Umme, if we need to drag Muslim into this light of understanding that they are no different and in no ways more special than any other group, then this... with extreme amounts of dialogue... is what you and other Muslims will begin to see.
All this is a way of saying that real intrareligious dialogue begins in myself, and that it is more an exchange of religious experiences than of doctrines.
Of course, Jewish - Christian dialogue is more problematic than the personal analogy with which I began.
«It would be more beneficial to engage in healthy and productive Jewish - Christian dialogue... than to engage in witch - hunting for Christian missionaries in Israel who hardly exist any more
There is nothing more holy» or terrifying» than reading what St. Catherine of Siena wrote about wayward clergy in her searing Dialogue; few sermons in Christendom equal the power of St. Alphonsus Liguori's on the enticements of the world; and how many of us would have the courage of a St. Charles Borromeo, who, as he implemented the reforms of the Council of Trent, had his life threatened multiple times?
As for the question of why interreligious dialogue should have had its first major public outing in the United States, and why it has flourished here more than in any other country since, this is slightly more complicated.
Sure, there is more dialogue than in a typical church, and it sounds more free - flowing, but it is still too «churchy» for most of the people I know here in the Northeast who want nothing to do with «church.»

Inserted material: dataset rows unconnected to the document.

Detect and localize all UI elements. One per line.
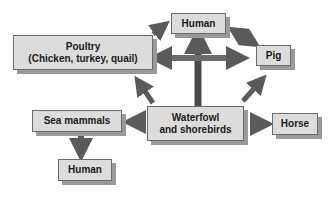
node-human-bottom-label: Human: [68, 164, 102, 176]
arrow-human-pig: [236, 32, 252, 42]
arrow-poultry-to-human: [153, 27, 162, 34]
node-pig-label: Pig: [266, 50, 282, 62]
node-poultry: Poultry (Chicken, turkey, quail): [13, 35, 153, 70]
arrow-waterfowl-to-pig: [243, 82, 260, 101]
node-poultry-title: Poultry: [28, 41, 137, 53]
node-sea-mammals: Sea mammals: [32, 110, 122, 132]
node-human-top: Human: [171, 13, 226, 34]
node-poultry-subtitle: (Chicken, turkey, quail): [28, 53, 137, 65]
node-sea-mammals-label: Sea mammals: [44, 115, 111, 127]
node-pig: Pig: [256, 45, 291, 66]
node-horse-label: Horse: [281, 118, 309, 130]
node-horse: Horse: [272, 113, 318, 135]
node-waterfowl-line2: and shorebirds: [159, 124, 231, 136]
node-waterfowl: Waterfowl and shorebirds: [147, 106, 244, 141]
node-human-bottom: Human: [58, 159, 112, 181]
arrows-layer: [0, 0, 334, 197]
node-human-top-label: Human: [182, 18, 216, 30]
node-waterfowl-line1: Waterfowl: [159, 112, 231, 124]
arrow-waterfowl-to-poultry: [140, 84, 153, 103]
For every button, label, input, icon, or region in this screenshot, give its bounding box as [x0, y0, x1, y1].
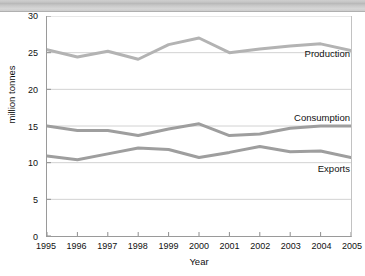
series-line-exports [47, 147, 351, 160]
series-label-production: Production [305, 47, 350, 58]
y-axis-tick-label: 10 [28, 158, 38, 168]
x-axis-tick-label: 2002 [250, 241, 270, 251]
x-axis-tick-label: 2003 [281, 241, 301, 251]
x-axis-title: Year [46, 256, 352, 267]
x-axis-tick-label: 1999 [158, 241, 178, 251]
series-label-consumption: Consumption [294, 111, 350, 122]
x-axis-tick-label: 1996 [67, 241, 87, 251]
y-axis-tick-label: 20 [28, 85, 38, 95]
x-axis-tick-label: 1997 [97, 241, 117, 251]
y-axis-tick-label: 15 [28, 122, 38, 132]
y-axis-tick-label: 25 [28, 48, 38, 58]
y-axis-title: million tonnes [6, 45, 17, 145]
x-axis-tick-label: 1995 [36, 241, 56, 251]
x-axis-tick-labels: 1995199619971998199920002001200220032004… [46, 241, 352, 255]
y-axis-tick-label: 5 [33, 195, 38, 205]
x-axis-tick-label: 2005 [342, 241, 362, 251]
x-axis-tick-label: 2000 [189, 241, 209, 251]
x-axis-tick-label: 2004 [311, 241, 331, 251]
x-axis-tick-label: 1998 [128, 241, 148, 251]
line-chart: 051015202530 199519961997199819992000200… [0, 11, 365, 276]
y-axis-tick-label: 30 [28, 11, 38, 21]
x-axis-tick-marks [47, 232, 351, 236]
x-axis-tick-label: 2001 [220, 241, 240, 251]
series-label-exports: Exports [318, 163, 350, 174]
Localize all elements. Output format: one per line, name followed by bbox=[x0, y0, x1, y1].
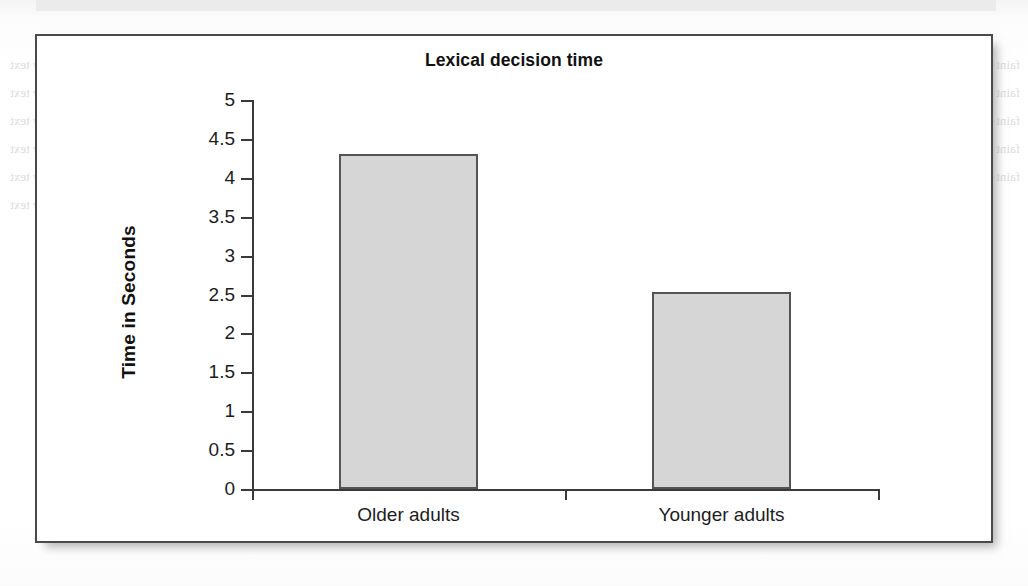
bar-chart-plot: Time in Seconds 00.511.522.533.544.55 Ol… bbox=[37, 36, 991, 541]
y-axis-tick-label: 4.5 bbox=[173, 129, 235, 148]
y-axis-tick-label: 2 bbox=[173, 323, 235, 342]
y-axis-tick-label: 2.5 bbox=[173, 285, 235, 304]
y-axis-tick bbox=[241, 372, 252, 374]
x-axis-tick bbox=[565, 489, 567, 500]
y-axis-tick bbox=[241, 333, 252, 335]
bar bbox=[652, 292, 791, 489]
y-axis-tick bbox=[241, 100, 252, 102]
y-axis-title: Time in Seconds bbox=[118, 187, 140, 417]
x-axis-tick bbox=[878, 489, 880, 500]
y-axis-tick bbox=[241, 178, 252, 180]
y-axis-tick-label: 3 bbox=[173, 246, 235, 265]
y-axis-tick-label: 1.5 bbox=[173, 362, 235, 381]
y-axis-tick-label: 4 bbox=[173, 168, 235, 187]
y-axis-tick-label: 0 bbox=[173, 479, 235, 498]
scanned-page: lines of faint reversed body text lines … bbox=[0, 0, 1028, 586]
y-axis-tick bbox=[241, 450, 252, 452]
y-axis-tick bbox=[241, 217, 252, 219]
y-axis-tick-label: 1 bbox=[173, 401, 235, 420]
figure-frame: Lexical decision time Time in Seconds 00… bbox=[35, 34, 993, 543]
bar bbox=[339, 154, 478, 489]
y-axis-tick bbox=[241, 411, 252, 413]
x-axis-tick bbox=[252, 489, 254, 500]
y-axis-tick-label: 5 bbox=[173, 90, 235, 109]
x-axis-category-label: Older adults bbox=[252, 504, 565, 526]
y-axis-tick-label: 0.5 bbox=[173, 440, 235, 459]
y-axis-tick bbox=[241, 489, 252, 491]
y-axis-line bbox=[252, 100, 254, 489]
y-axis-tick bbox=[241, 295, 252, 297]
y-axis-tick bbox=[241, 256, 252, 258]
x-axis-category-label: Younger adults bbox=[565, 504, 878, 526]
scan-edge-band bbox=[36, 0, 996, 11]
y-axis-tick-label: 3.5 bbox=[173, 207, 235, 226]
y-axis-tick bbox=[241, 139, 252, 141]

Those who have followed his earlier work will realize that Barr has chosen fundamentalism as a dialogue partner more often than is usual among mainstream biblical scholars.
This chronological parallelism notwithstanding, nothing would seem more improbable than a bringing into dialogue of these two works, for not only do they spring from disciplines breathtakingly remote from one another (political theory, neurology), they appear to have radically different centers of interest.
Although we have limited ourselves in this chapter to the discussion of dialogue within the Church, we must not forget that Vatican II also used the term «dialogue» to refer to communication with separated Christians, 10 with non-Christians and atheists, 11 with the entire human family, and with the world.12 This aspect deserves our attention even more than the use of the dialogue model for exchanges within the Church.
But I now see more clearly than before some of the deficits that prevented the previous dialogue from deepening and maturing.
Such anthropological discussion and hoped for actions are somewhat more specific than, though overlapping with, the more theological dialogue proposed by the Islamic scholars who suggest the call to «total devotion» to the one God as our starting point.
Without losing this latter emphasis we would urge that our dialogue is actually likely to bear more fruit if it is based on the (theological) agenda generously offered by Muslim leaders rather than the (anthropological) one suggested by us.
By the end of the Assembly, as Kenneth Slack pointed out, «most of the members felt that there was more danger from undue stress on the evangelism of individuals than the other way round, despite widely expressed anxiety, given expression by Stott, that liberation in political, social and economic sense was in danger of replacing salvation from sin at the heart of the redeeming gospel».73 There was no doubt that, despite the narrowing of the range of disagreements, important differences continued, especially with regard to the meaning of salvation and the program of dialogue with people of other faiths.
Women journal writing has become a genre of its own in the 20th century, but I can not imagine that O'Connor speaking to herself in diary form could give a reader any more insight into her character than O'Connor in dialogue, which is, essentially, what these letters present.
Awareness of all four ways of religion and of their respective temptations allows us to approach the subject of revelation in such a way that in inter-religious dialogue, areas of religious agreement may show up more obviously than when we look only at the obvious sacramental differences.
It is thus far more than the official response to the results of dialogues, although such responses are essential.